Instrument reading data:
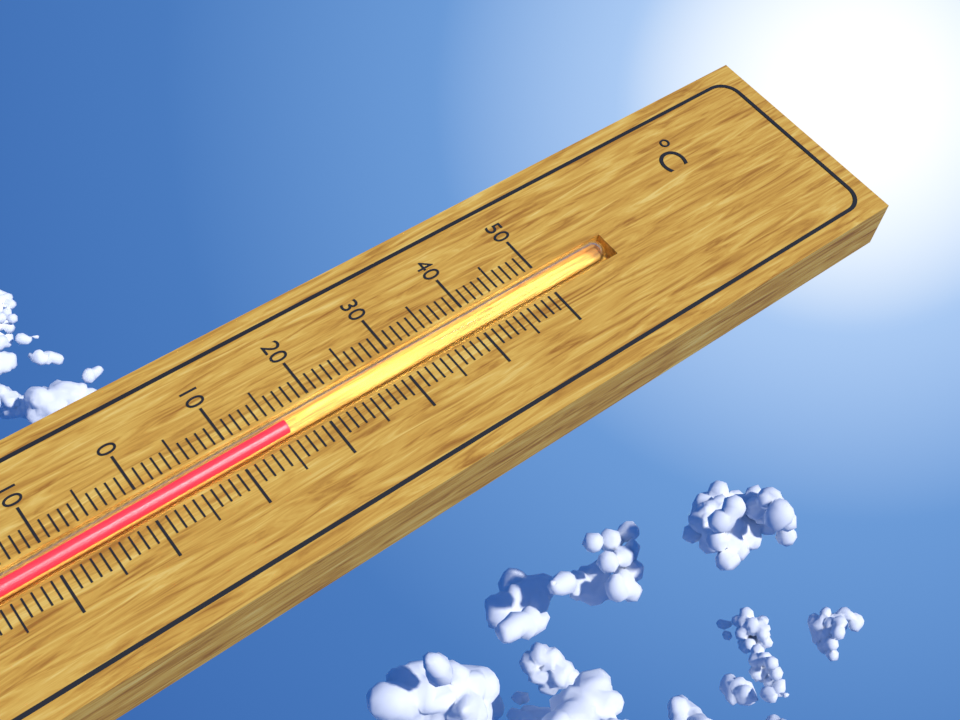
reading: 16 °C
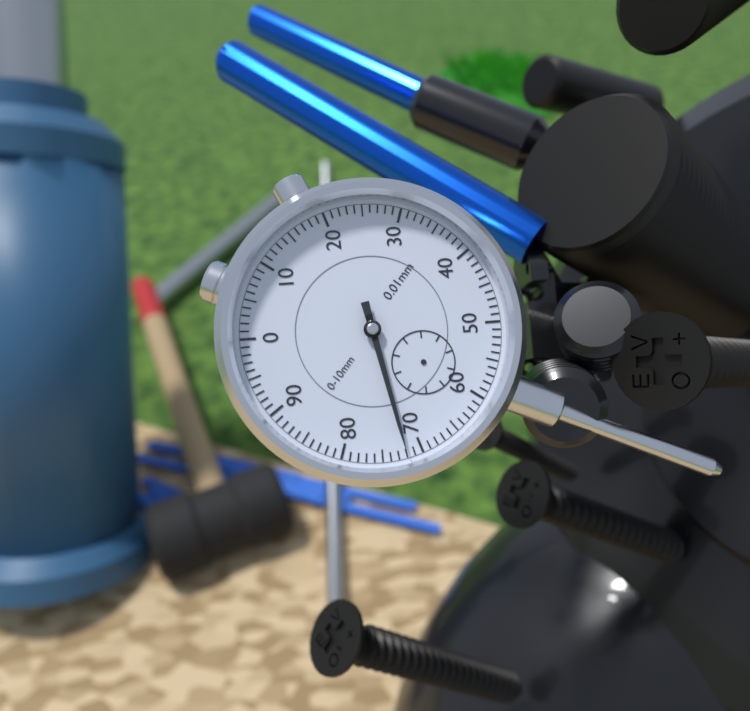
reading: 0.72 mm
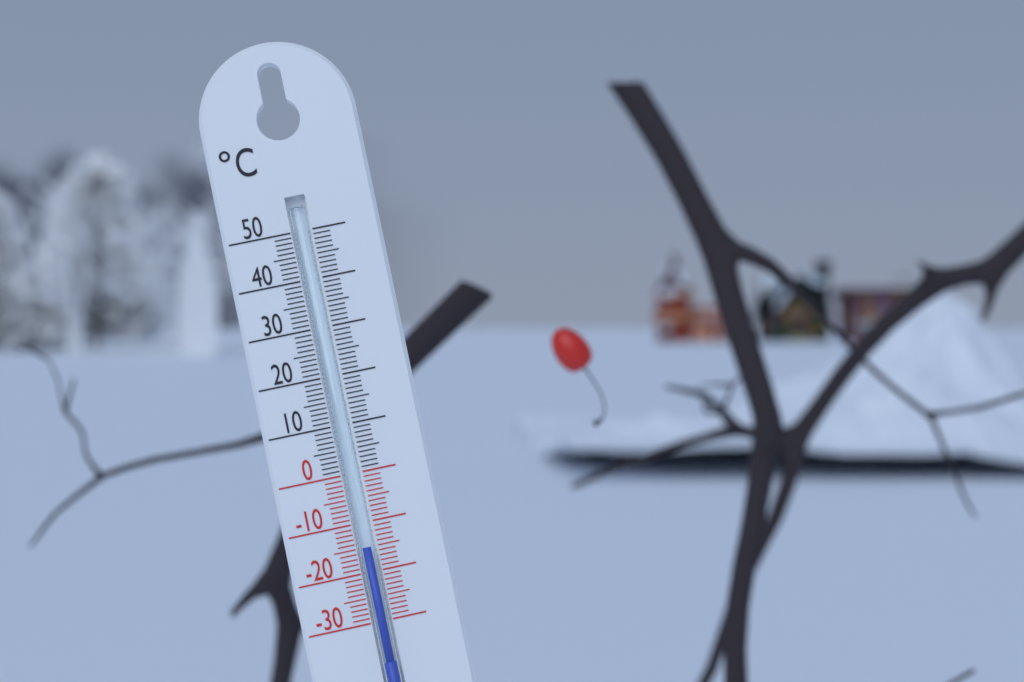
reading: -15 °C
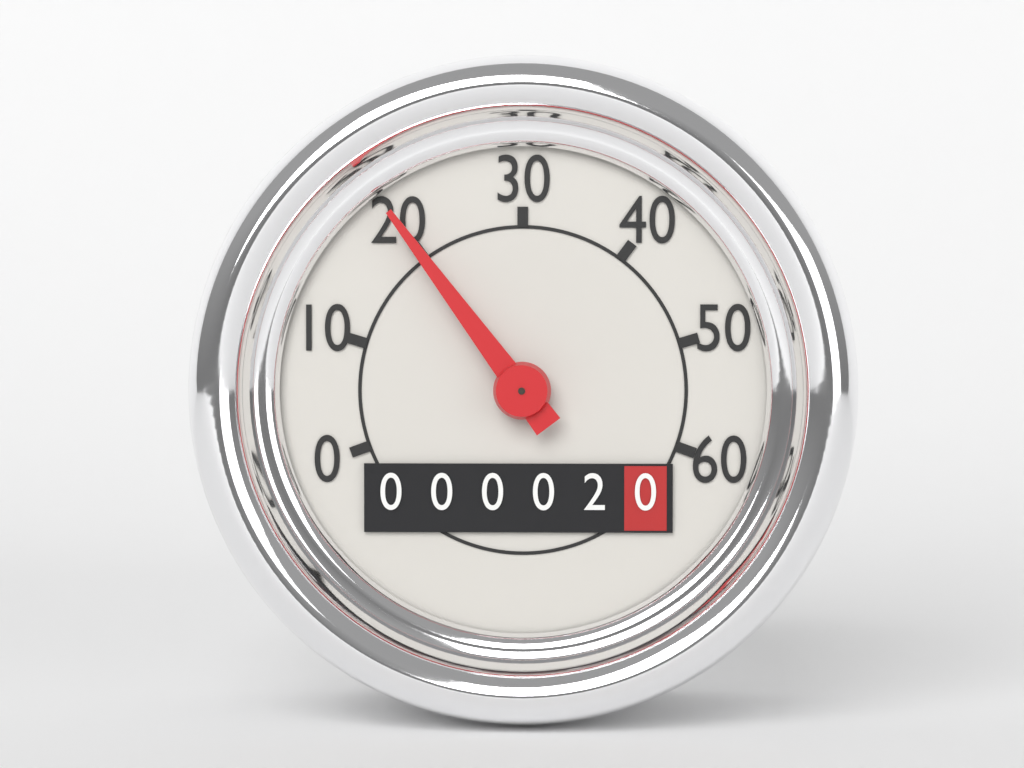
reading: 20 (no unit)
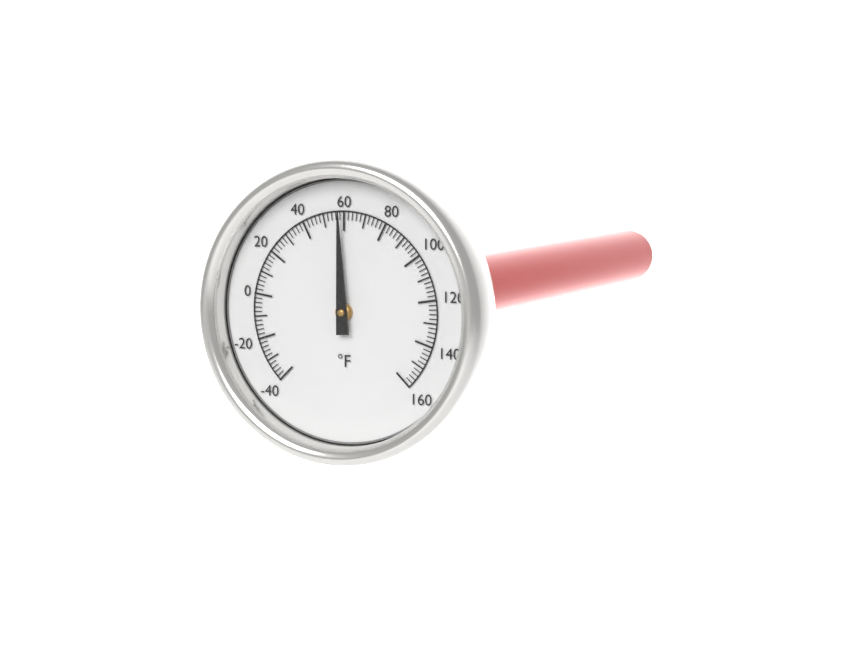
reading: 58 °F
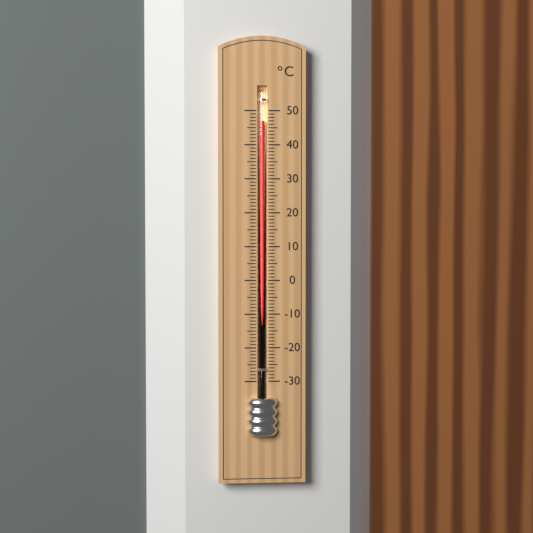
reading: 47 °C
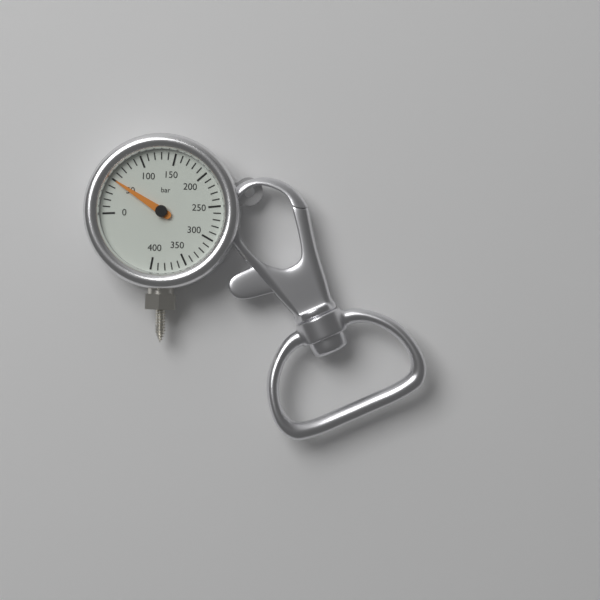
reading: 50 bar
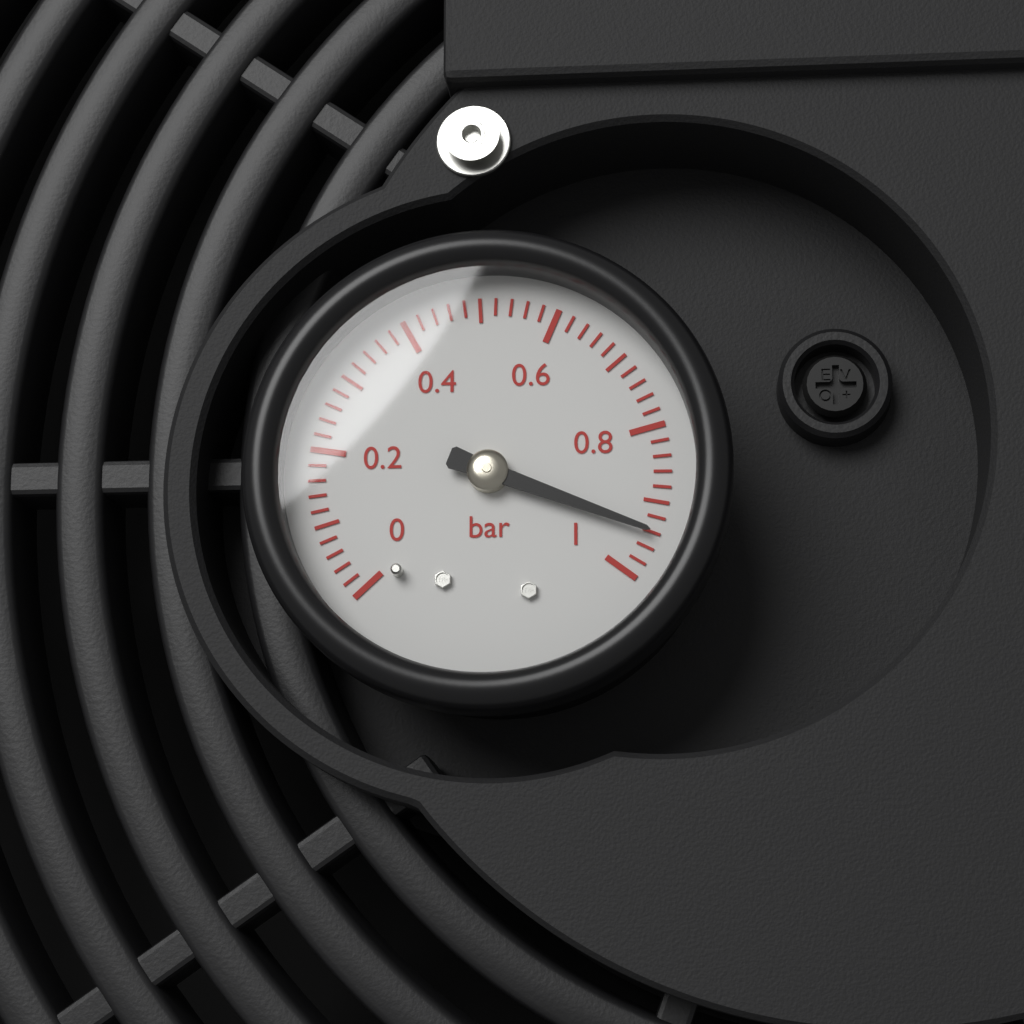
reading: 0.94 bar
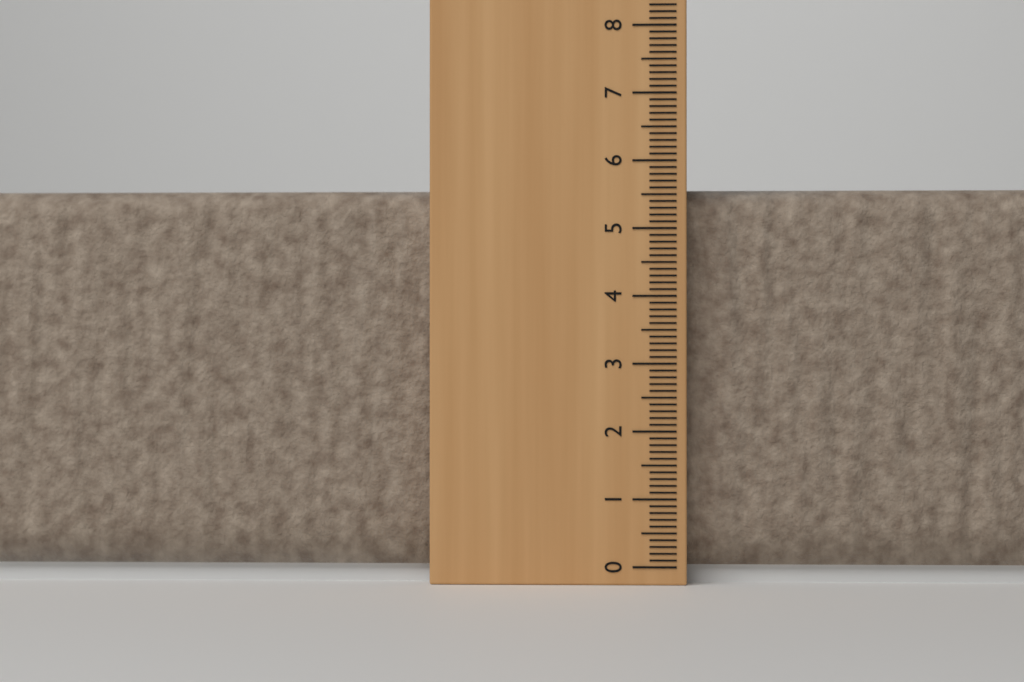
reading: 5.6 cm
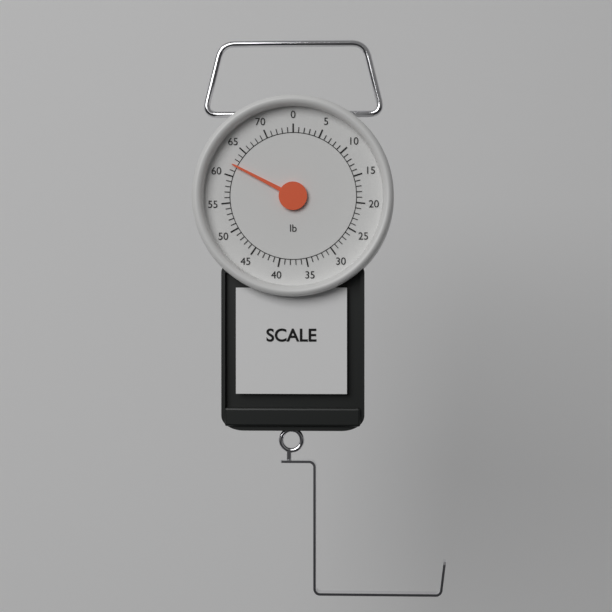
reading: 62 lb
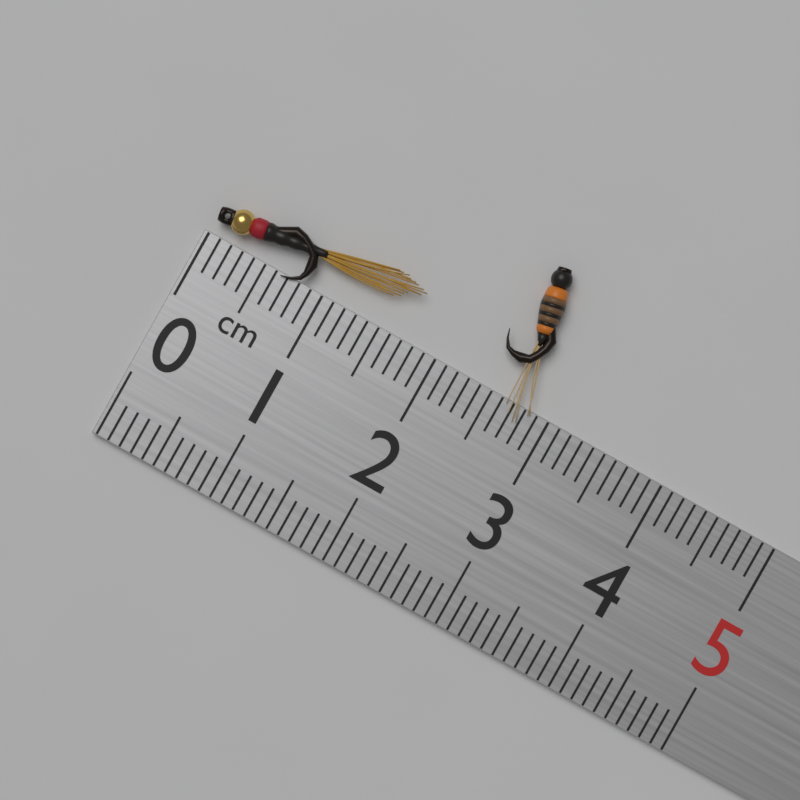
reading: 1.7 cm
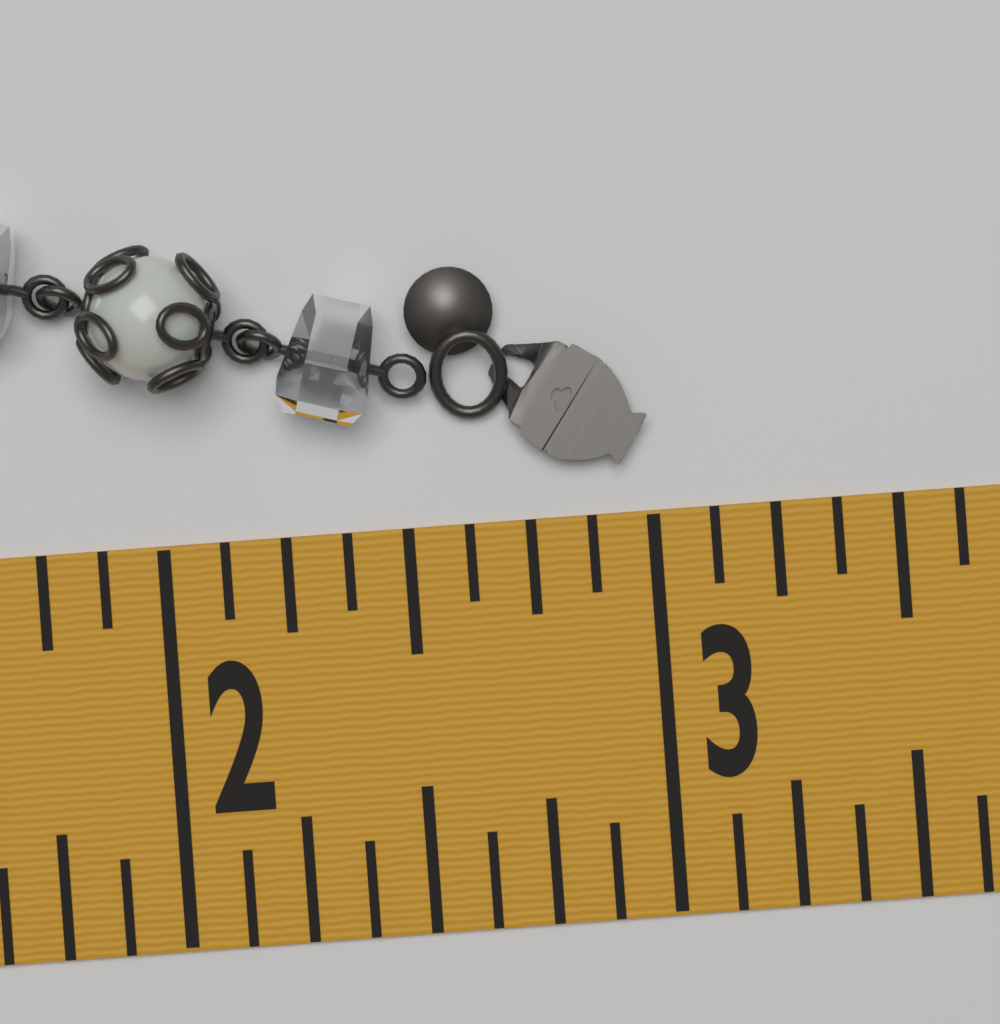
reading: 3.000 in
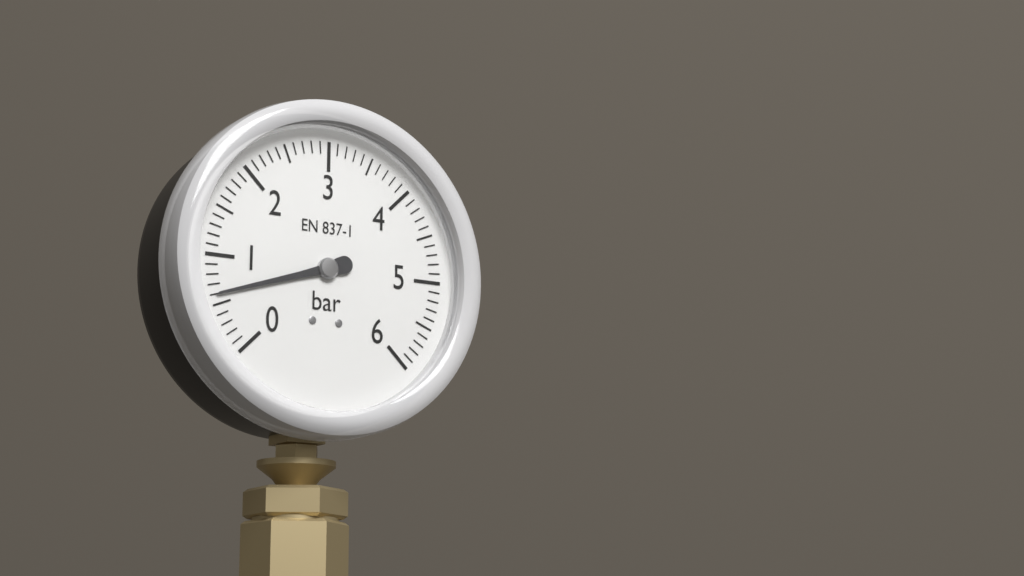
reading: 0.6 bar
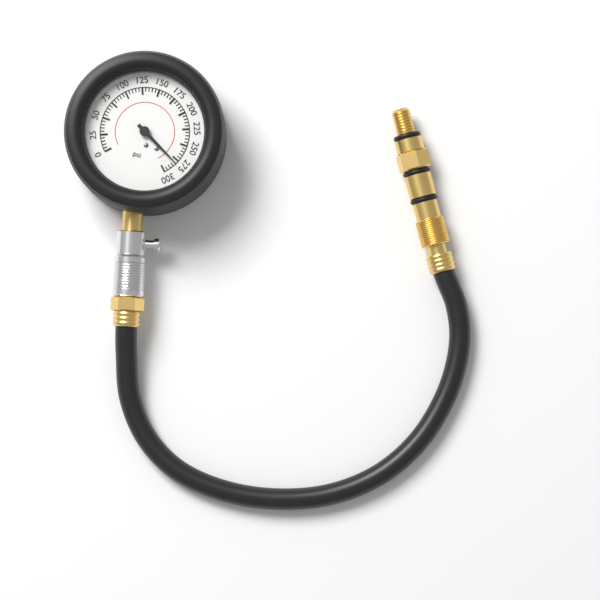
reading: 280 psi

Problem to work on:
All of the data above needs to be given again exactly. Leave out each image.

Response to the exercise:
reading: 16 °C
reading: 0.72 mm
reading: -15 °C
reading: 20 (no unit)
reading: 58 °F
reading: 47 °C
reading: 50 bar
reading: 0.94 bar
reading: 5.6 cm
reading: 62 lb
reading: 1.7 cm
reading: 3.000 in
reading: 0.6 bar
reading: 280 psi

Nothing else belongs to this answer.